I (piano) played violin pieces with an audio microphone. The tracks are stored in Cubase LE4.
I have exported the recording and found when listening that about every 30 seconds, the recording jumps slightly forward, so there's a "hole" that is expressed by a disturbing clicking.
I guess my older laptop was overheated during the recording and had short crashes for milliseconds.
Now the short cut notes are not that bad, but the clicking noise really breaks the record.
Do you have ideas on how to surgically treat and "cure" these specific sites with Audacity?
Record again?
Otherwise:
You could beat a click filter on it. However, he also breaks a lot. Straight piano is sensitive.
For a 30s-rhythm you better fix by hand.
In the normal waveform representation, tedious and nearly impossible to find the clicks.
Switch to the spectogram view:
These vertical monochromatic columns that emanate from the material are the clicks (or other damage, such as overrides).
When you zoom in and switch back to the waveform, you see the flank causing the click. It arises because a piece is missing:
Mark the affected halfwave:
and apply the filter "Repair". Now the flank should disappear (and thus he click)
Smaller overrides can be repaired in the same way. Make sure the repaired waveform is not overdriven.
Important: Work with the original WAV material you recorded!
Do not work on the mix.
With a lossy file format (MP3, AAC…), the clicks are no longer completely removable, since the sharp crackling noises are fed into the audio signal by the compression ("ringing").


TO DO:
Set down exactly the lines in the records below that run from the line with "Search the screen" to the line with "Pinpoint human face with a bounding box.", inclusive, and nothing more.

DATASET EXTRACT:
:::
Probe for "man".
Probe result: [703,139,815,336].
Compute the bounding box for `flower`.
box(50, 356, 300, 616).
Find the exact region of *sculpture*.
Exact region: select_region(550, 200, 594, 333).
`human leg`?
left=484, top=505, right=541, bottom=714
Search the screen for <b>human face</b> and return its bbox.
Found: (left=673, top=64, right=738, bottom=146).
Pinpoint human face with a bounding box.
:::
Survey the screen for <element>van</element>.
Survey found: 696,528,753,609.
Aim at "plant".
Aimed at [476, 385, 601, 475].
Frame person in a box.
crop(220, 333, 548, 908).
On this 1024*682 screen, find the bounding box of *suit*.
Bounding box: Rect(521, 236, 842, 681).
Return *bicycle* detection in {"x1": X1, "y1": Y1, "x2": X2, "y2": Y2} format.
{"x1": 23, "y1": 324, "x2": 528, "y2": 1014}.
:::
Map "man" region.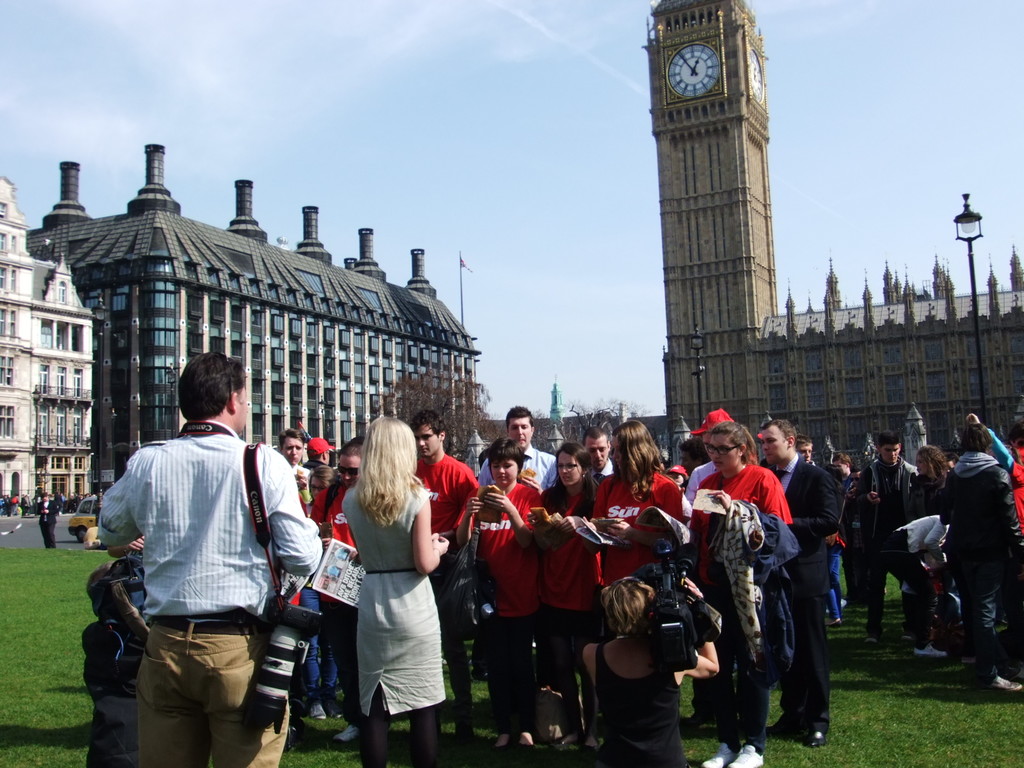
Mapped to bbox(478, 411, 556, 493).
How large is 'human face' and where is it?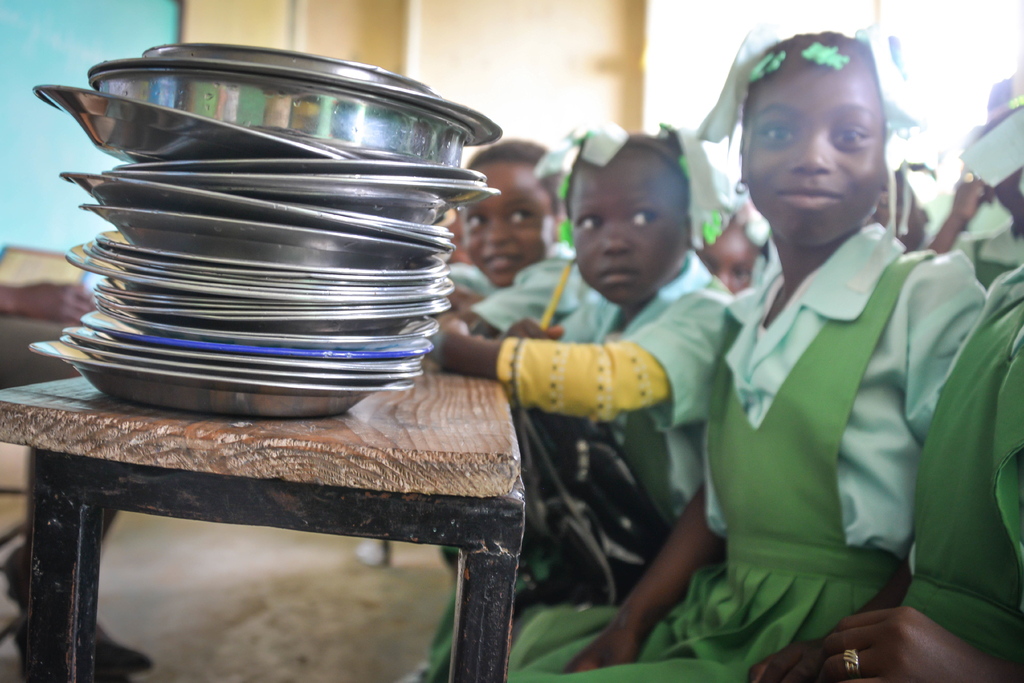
:::
SOLUTION:
Search the screen for <b>human face</b> and return its bbox.
Found: (left=673, top=64, right=738, bottom=146).
Pinpoint human face with a bounding box.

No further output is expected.